International Association for Cryptologic Research

International Association
for Cryptologic Research

IACR News item: 13 December 2022

Giulia Scaffino, Lukas Aumayr, Zeta Avarikioti, Matteo Maffei
ePrint Report ePrint Report
Cross-chain communication is instrumental in unleashing the full potential of blockchain technologies, as it allows users and developers to exploit the unique design features and the profit opportunities of different existing blockchains. Solutions based on trusted third parties (TTPs) suffer from security and scalability drawbacks; hence, increasing attention has recently been given to decentralized solutions. Lock contracts (e.g., HTLCs and adaptor signatures) and chain relays emerged as the two most prominent attempts to achieve cross-chain communication without TTPs. Lock contracts enable efficient synchronization of single transactions over different chains but are limited in expressiveness as they only support the development of a restricted class of applications (e.g., atomic swaps). On the other hand, chain relays enable the development of arbitrary cross-chain applications but are extremely expensive to operate in practice because they need to synchronize every on-chain transaction, besides assuming a quasi Turing-complete scripting language, which makes them incompatible with Bitcoin-based and scriptless blockchains.

We introduce Glimpse, a novel on-demand cross-chain synchronization primitive, which is both efficient in terms of on-chain costs and computational overhead, and expressive in terms of applications it supports. The key idea of Glimpse is to synchronize transactions on-demand, i.e., only those relevant to realize the cross-chain application of interest. We present a concrete instantiation which is compatible with blockchains featuring a limited scripting language (e.g., Bitcoin-based chains like Liquid), and, yet, can be used as a building block for the design of DeFi applications such as lending, pegs, wrapping/unwrapping of tokens, Proof-of-Burn, and verification of multiple oracle attestations. We formally define and prove Glimpse security in the Universal Composability (UC) framework and conduct an economical security analysis to identify the secure parameter space in the rational setting. Finally, we evaluate the cost of Glimpse for Bitcoin-like chains, showing that verifying a simple transaction has at most 700 bytes of on-chain overhead, resulting in a one-time fee of 3$, only twice as much as a basic Bitcoin transaction.
Expand

Additional news items may be found on the IACR news page.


*Work request*
Go through the records below line by line and report how many lines include "will", giving the number only.

*Task input*
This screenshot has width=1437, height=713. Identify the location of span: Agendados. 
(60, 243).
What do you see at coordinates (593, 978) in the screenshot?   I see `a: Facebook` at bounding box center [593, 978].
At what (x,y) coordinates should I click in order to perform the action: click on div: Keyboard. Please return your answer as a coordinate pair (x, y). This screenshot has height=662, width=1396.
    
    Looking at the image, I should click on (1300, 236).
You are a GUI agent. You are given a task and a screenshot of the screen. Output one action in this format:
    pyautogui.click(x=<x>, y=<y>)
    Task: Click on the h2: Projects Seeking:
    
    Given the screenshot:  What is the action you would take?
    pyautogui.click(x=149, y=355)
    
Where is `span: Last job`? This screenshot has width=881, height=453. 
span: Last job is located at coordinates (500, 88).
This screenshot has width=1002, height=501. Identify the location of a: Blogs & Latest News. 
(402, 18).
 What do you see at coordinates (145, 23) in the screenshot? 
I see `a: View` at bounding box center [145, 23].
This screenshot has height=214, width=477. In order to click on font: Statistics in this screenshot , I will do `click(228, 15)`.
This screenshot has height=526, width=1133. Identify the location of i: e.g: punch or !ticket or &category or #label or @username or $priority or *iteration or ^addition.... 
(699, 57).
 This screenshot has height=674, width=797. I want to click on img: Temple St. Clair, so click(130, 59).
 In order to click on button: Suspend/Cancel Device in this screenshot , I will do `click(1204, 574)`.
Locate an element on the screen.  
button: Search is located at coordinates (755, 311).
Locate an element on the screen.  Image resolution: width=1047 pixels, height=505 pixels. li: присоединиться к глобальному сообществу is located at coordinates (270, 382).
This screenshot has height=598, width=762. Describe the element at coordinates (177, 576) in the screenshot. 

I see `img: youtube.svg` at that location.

*Written solution*
2